You’ve mastered your craft. That’s the baseline.

But at the executive level, success isn’t about how well you do the work.


It’s about how well you lead, influence, and scale results through others.

And this is where so many high performers hit the wall.


If you are still treating technical excellence as your main value at Director level, you will quietly disqualify yourself from VP conversations.


They think “executive presence” is a mysterious charisma you either have or don’t.

So they keep doubling down on delivery, thinking eventually, it’ll be enough.


It won’t.


The real shift happens when you start to:

  • Set direction instead of waiting for it

  • Navigate ambiguity without panic

  • Influence across teams and up the org chart

  • Build coalitions, not just workflows

  • Speak with clarity and conviction, especially when the path isn’t clear


I walk through these executive skills in more detail in my guide on developing magnetic executive presence.

Here’s the good news: these are not traits. They’re skills.


You can learn them. Practice them. Master them.


And when you combine executive skills with your technical depth?

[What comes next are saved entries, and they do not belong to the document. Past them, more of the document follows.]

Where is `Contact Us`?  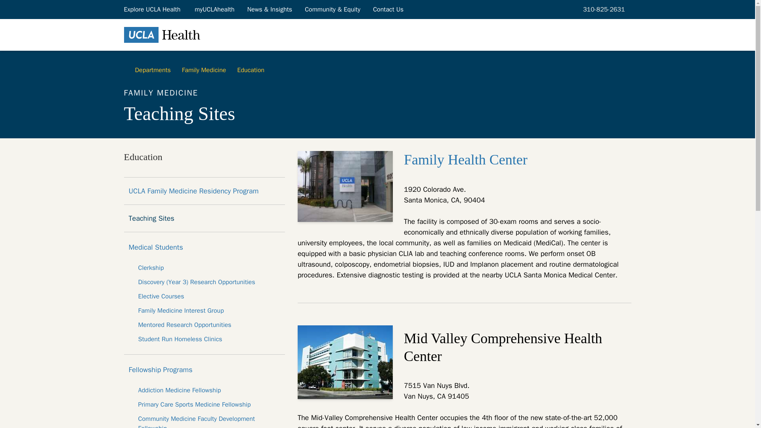 Contact Us is located at coordinates (389, 9).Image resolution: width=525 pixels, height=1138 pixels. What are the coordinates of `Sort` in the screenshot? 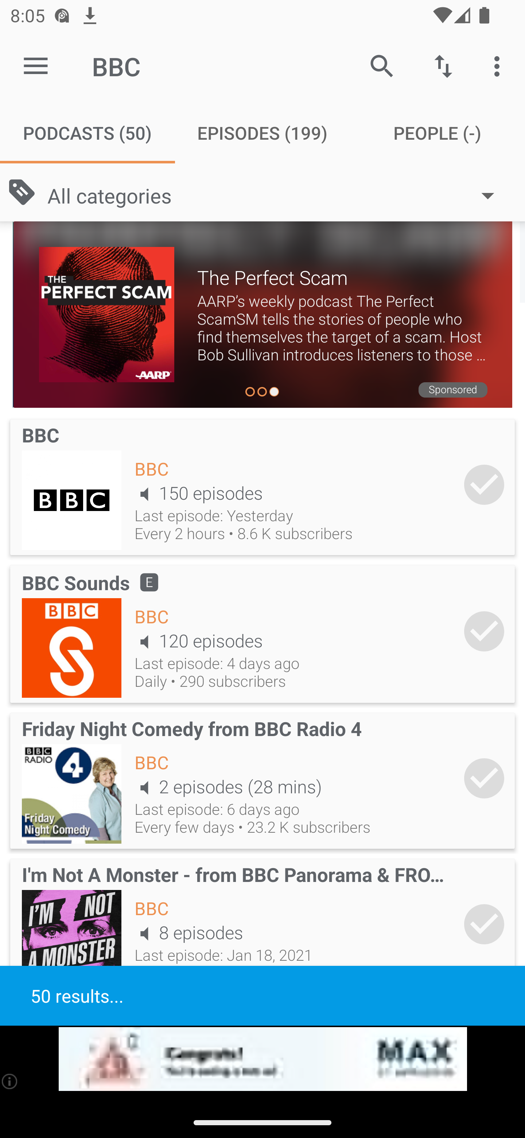 It's located at (443, 66).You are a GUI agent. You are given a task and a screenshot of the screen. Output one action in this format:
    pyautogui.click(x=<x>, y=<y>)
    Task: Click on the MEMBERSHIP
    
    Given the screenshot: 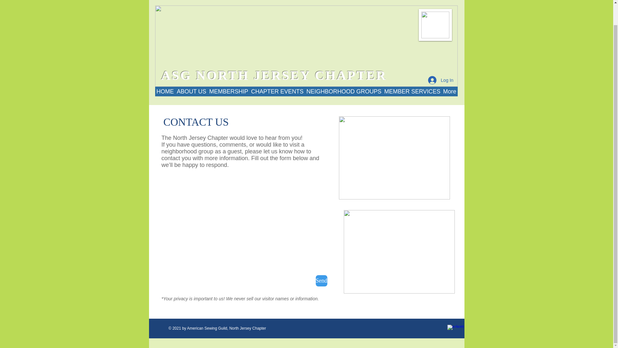 What is the action you would take?
    pyautogui.click(x=229, y=91)
    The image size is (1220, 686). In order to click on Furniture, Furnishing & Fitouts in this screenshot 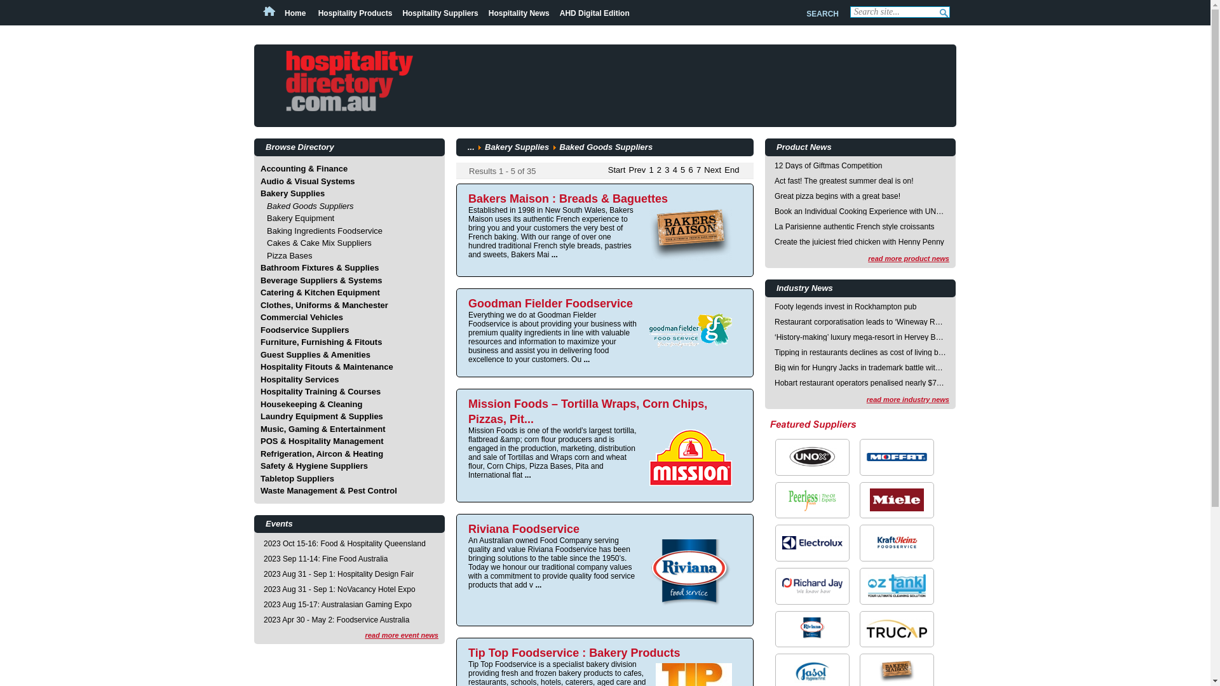, I will do `click(322, 342)`.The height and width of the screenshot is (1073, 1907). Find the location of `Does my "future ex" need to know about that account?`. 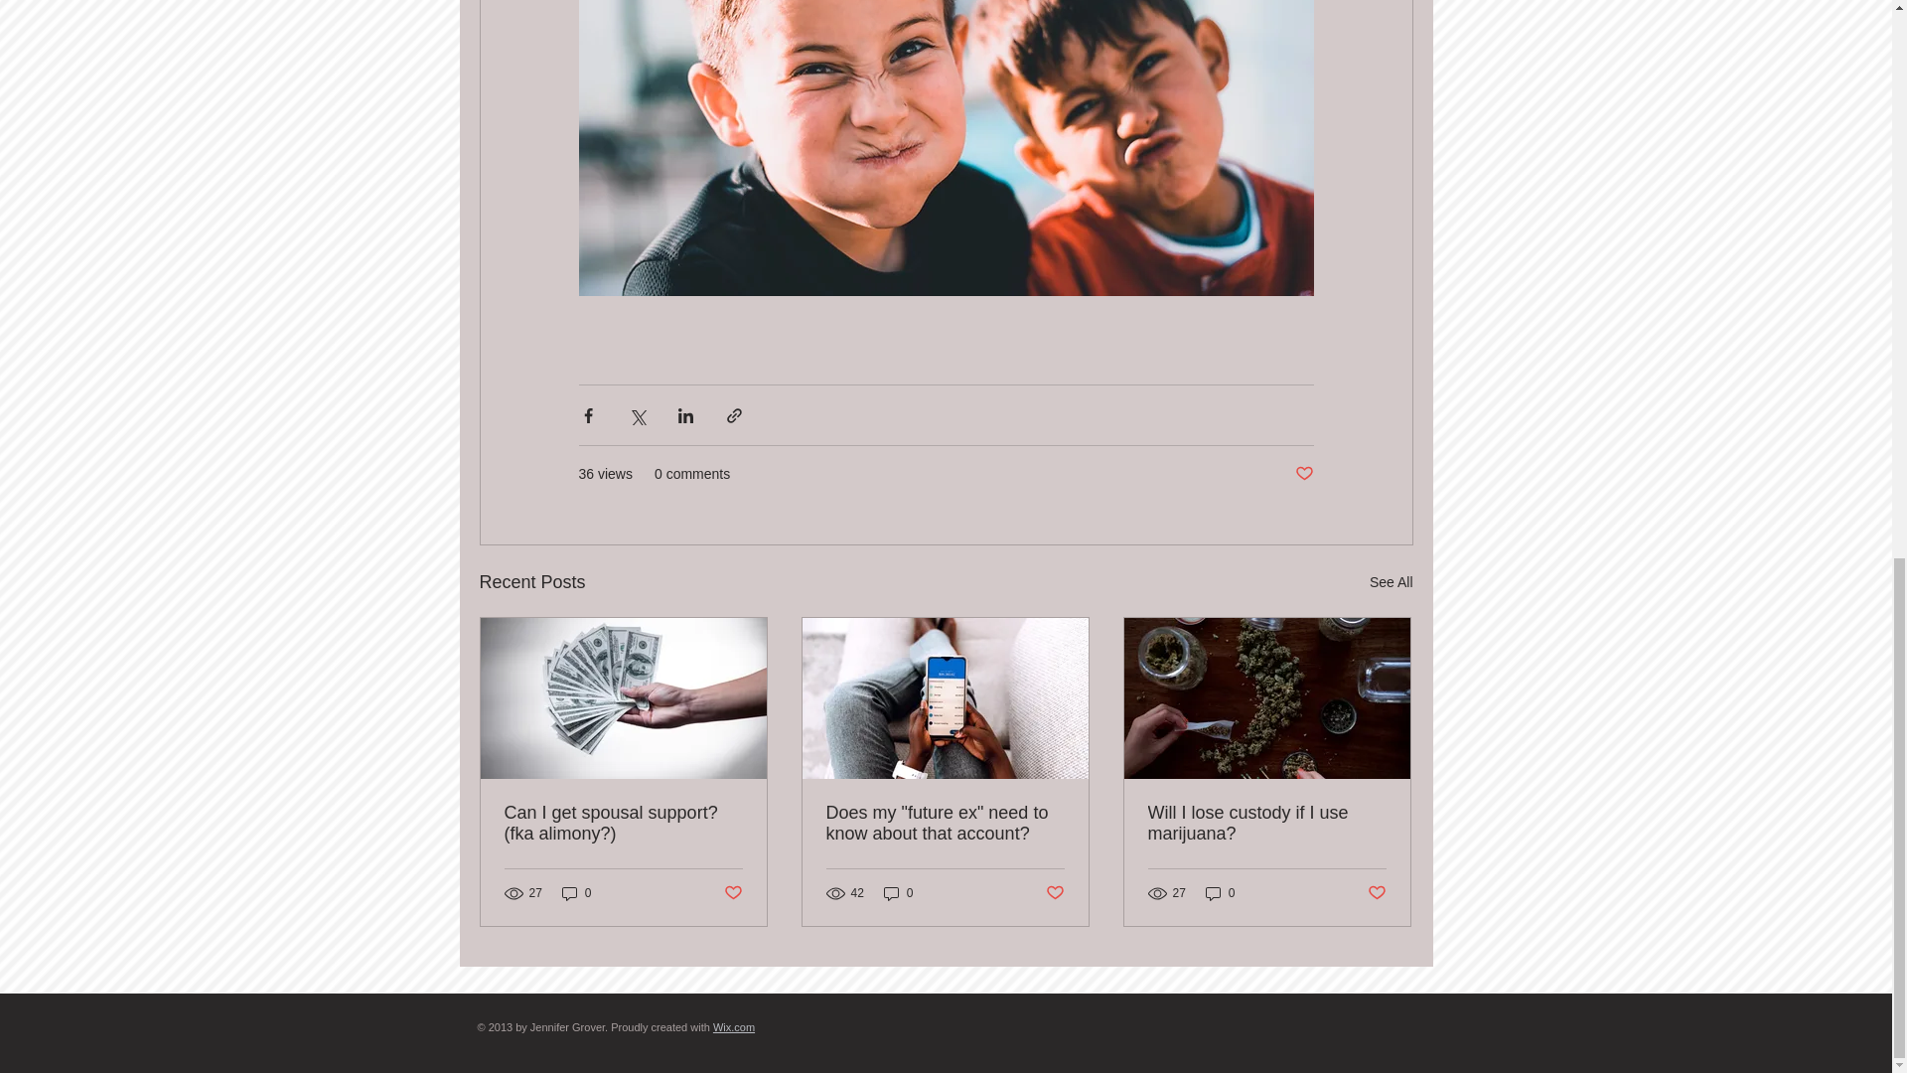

You become the person they can’t afford to overlook.


Your Next Steps


If you are stuck, it is likely because one or more of these mistakes is keeping you invisible, unbacked, or under-levelled.


Pick the one that resonates most and start there.


And if you want a clear plan to become the obvious choice for VP, watch my free masterclass where I walk you through the exact promotion strategy I used to go from Director to VP and the five elements leaders use to make VP decisions.